2003 Spring Joint Labor Negotiations get under way

A new year, 2003, has begun. However, what we see in Japan today is the unemployment rate stuck at a high level, and a shockingly large number of homeless people sheltering in urban parks (despite the popular belief that Japan is an affluent country). Many workers are worried that they, too, may lose their jobs one day. It is little wonder that, with the start of a new year, everyone is hoping for a return to the happier days of society and business filled with hope and vigor.

The spring joint labor negotiations got under way slowly amid widespread concerns that a deflationary spiral may set in.

At its Board of Directors' meeting in mid-December, the Nippon Keidanren, or the Japan Business Federation approved the Management, Labor Policy Committee Report which corporate managers would use as their guidelines for the upcoming spring joint labor negotiations. The said report follows up on the Labor Issues Study Committee Report released by Nikkeiren, or the Japan Federation of Employers' Associations prior to its organizational merger with Keidanren in May of last year.

The report discusses the issue of how wages should ideally be set, and stresses that basic pay raises are out of the question. Freezing and/or reviewing of annual wage increases may be covered in labor-management talks. The report also states that the style of spring joint labor negotiations has changed drastically. Gone are the days when labor unions took the initiative in establishing wage hike demands, and fought to have them met, sometimes using force, with the intention of involving all levels of society.
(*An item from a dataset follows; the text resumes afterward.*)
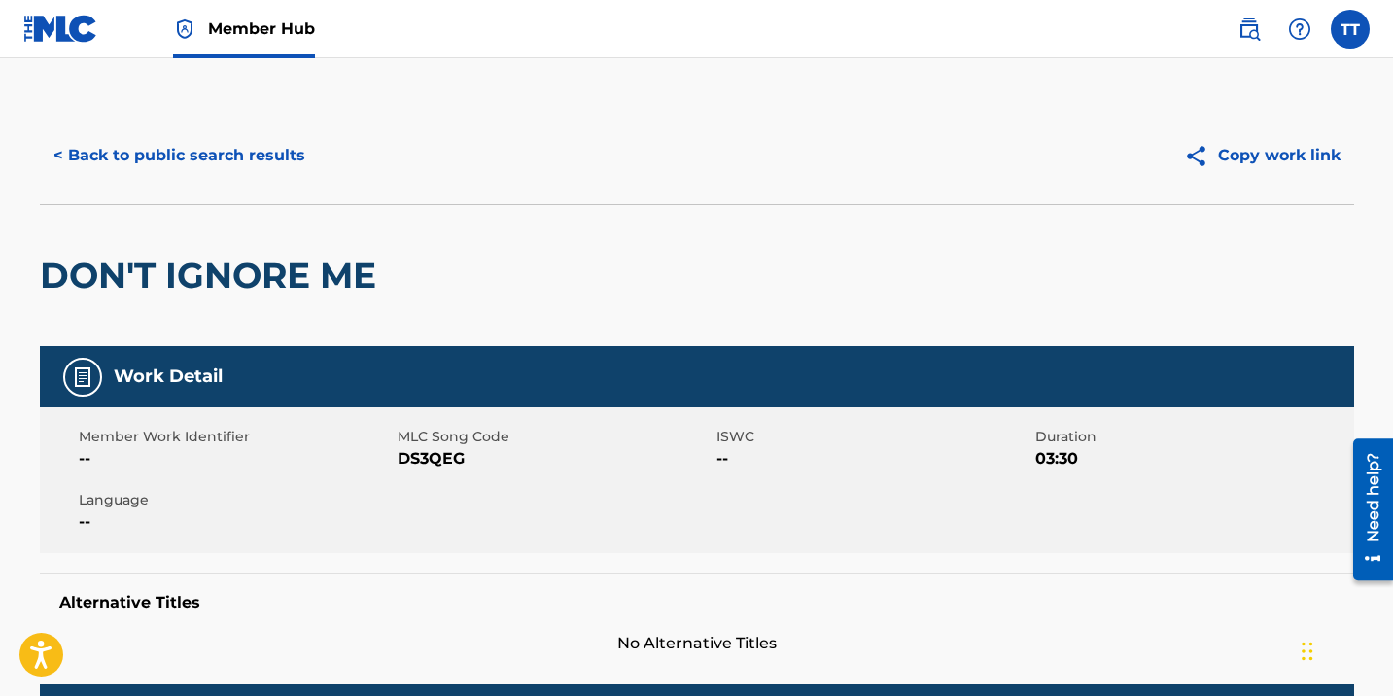 The image size is (1393, 696). What do you see at coordinates (34, 66) in the screenshot?
I see `div: Need help?` at bounding box center [34, 66].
With corporations suffering steep declines in their wage-paying capabilities, moreover, the report strongly suggests, they need to cut employee wages for the first time ever. At the same time, it contends that, to stimulate the growth of high value-added industries, companies should fortify their management structure by lowering their share of labor costs.
As expected, the report was sharply criticized by labor.

Rengo stated that the spring joint labor negotiations would play an increasingly important role, since the negotiations aim at enhancing the labor conditions of all workers, including part-time workers, and at extending this positive outcome to profit the whole of society, from the perspective of improving people's livelihoods and standard of living. Rengo criticized the report as being contradictory: while diagnosing the economy as currently suffering a "consumption recession," the report stated that demanding across-the-board wage hikes was out of the question. Rengo also stressed the key role that corporations should play in economic recovery, indicating that personal consumption would not recover unless people's anxieties about deteriorating labor conditions were allayed (by maintaining the wage curves).

Zenroren also criticized the report, saying that it is extremely unfair to increase employment insecurity through drastic downsizing of labor on the one hand while taking advantage of this uncertainty to pressure corporations to further reduce employee wages on the other.

A majority of medium- to long-term economic forecasts released recently by major private-sector think-tanks predict that it will take another few years for the Japanese economy to bounce back. For the time being, the think-tanks predict that, with disposal of nonperforming debts steadily proceeding, Japan will see an even greater number of jobless people.

As can be seen, labor is again on the defensive and is expected to experience a rough time in the upcoming spring joint labor negotiations. All eyes are focused on how the government, labor and management will give shape to their plan to build an employment safety net this year.